In her studio, a monument to her reading practices is on display. Humorously placed on a plinth is a miniscule clay sculpture of the artist sitting at a desk, immersed in piles of books behind a small library lamp. She stands by this and giggles about its naivety and lightness. “I have to look at this all with humor,” Tanya tells me. “It is my strategy, otherwise it can become hard to respond.”
The academic papers, series of books piled on her desk, and visual references splayed out on her wall show how the artist reached the point of jocularity. A dose of levity keeps Tanya motivated, but all of her responses are considered, measured, weighed.
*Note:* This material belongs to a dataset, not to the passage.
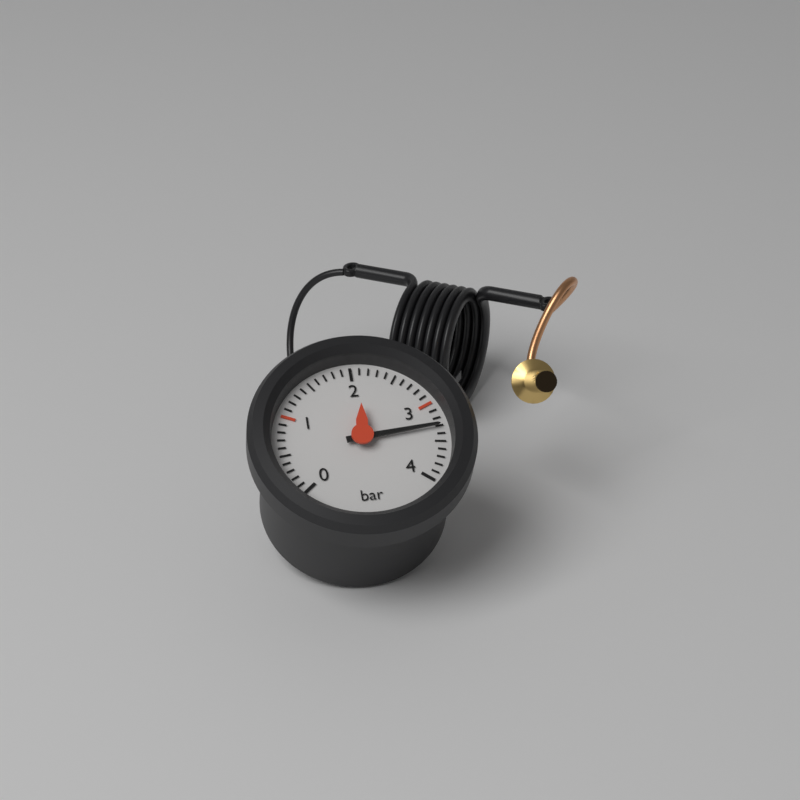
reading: 3.3 bar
I examined the highlighted and circled sections of text that suggest where this month’s investigations may take her. She reads and researches in snippets—so far, these snatches of information include the history of the Gwalior gateway, a study of an embroidered map shawl of Kashmir recently exhibited at the “Fabric of India” exhibition, along with a poster made by the Alliance Against Fascist Dictatorship in India. These were accompanied by personal sketches (some of which were made at the Tate’s Giacometti exhibition that was on view from May to September this year), as well as a drawing by Sarnath Banerjee recording their evening conversations, and photographs taken from museum trips in Berlin. There was a fictional and perhaps idealized institution coming into being in Tanya’s studio, one that will find its final form as the artist wraps up her residency in mid-September.